5 Top Tips For Customer-Centric Business Models

5 Top Tips For Customer-Centric Business Models
5 Top Tips For Customer-Centric Business Models

The customer’s experience has always been important in any business model, but as competition grows more and more intense, satisfying your customer has become the ultimate goal. A satisfied customer provides so much value in terms of repeat custom, reviews, and word-of-mouth recommendations. On the flip side, a customer who is angry and upset about something can put off plenty of other would-be purchasers with damning reviews, social media comments, and verbal complaints to their friends. Obviously, then, it’s really important that you strive to keep your customers happy – and here are a few ways you can try and do that.

1) Motivate Your Team

Your team of employees are the ones who most frequently communicate with customers, so it’s essential that you get them on board with your stance. They need to feel, as strongly as you do, that customer satisfaction is the ultimate goal of any transaction or conversation.

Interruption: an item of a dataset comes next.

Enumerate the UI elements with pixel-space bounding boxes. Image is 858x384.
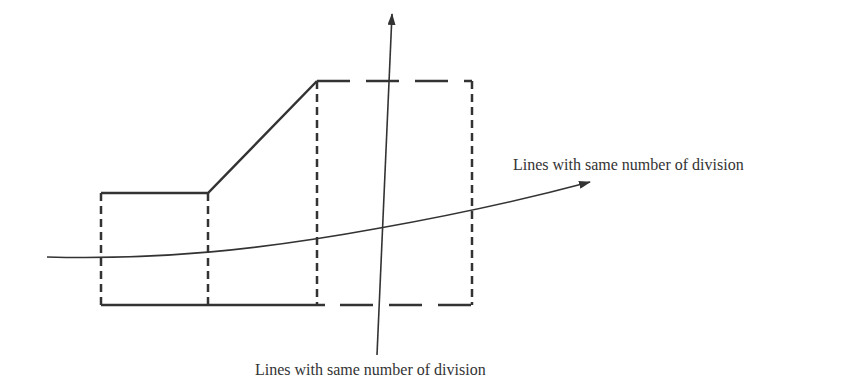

Motivating your team can be done through training, and also through recognizing those who have done well. If you monitor communications with your customers, you can reward and acknowledge outstanding work, which will help your team develop their skills, and motivate them to always improve their services.

2) Review Customer Experience

You cannot afford to let this be a half-hearted step that you tick off once and then ignore the rest of the time. You need to regularly and critically review your customer experience, thinking about what they feel and see when they deal with your company. Test out different parts of your business, and search for ways to improve them.

If you have recently redesigned the layout of your store – is it easier for customers now? Can they find things more quickly? Have you made it harder?

If a customer needs to contact you about a problem – have you made this easy, or not? Is it quick, straightforward, reliable?

Constantly reviewing your customer experience will help you identify areas that are lacking so you can attend to them.

3) Encourage Communication

Who can better tell you what you’re doing well and what you could improve than those you are serving? Encourage your customers to talk to you, ask them what they think, what they would like, what they hate. Make it very easy for them to review your service, and try to get as much detail as possible so you can take action on the information.

Maximize communications between all your employees and the customers – even employees who rarely have to deal with them should have some contact. Seeing the people they are serving can really help keep employees focused on the end-goal, and also ensures they feel they are making an active contribution to the company. If your employees have ideas about how you could improve, encourage them to talk about these.

4) Improve Something

Sometimes it can be overwhelming trying to decide where to start, especially if you run a big business, have lots of employees, or have a broad customer base with varied needs. Take a look at your processes, and choose one thing you can improve on. You might try to reduce queues at tills, or keep your customer service line open for an extra hour on Saturdays. You could increase the number of staff dealing with customer problems, or improve the functionality of your website.

Whether you choose something big or something small, make the change and stick to it before you start implementing something new. Don’t overwhelm your system by trying to do everything at once, but build up great customer service over time.

5) Aim For Awards

If there are any awards going in your area for providing great customer service, try to get yourself entered for these. They give you great publicity, and they’re also an effective way of motivating your team – and even yourself – to stick to the standards set and ensure your customer experience remains exceptional.

Never put your customer last. Consider their experience whenever you make a decision. Listen to their feedback, identify problem areas within your business, and seek to solve these as quickly and effectively as you can. If something isn’t working, it needs looking at – and if something is working, let everyone know so you can keep the standard high.

Martha Jameson is a content editor at Academic brits. She used to be a web designer and a manager as well. Martha’s main goals are to share her experience, motivation and knowledge with her readers.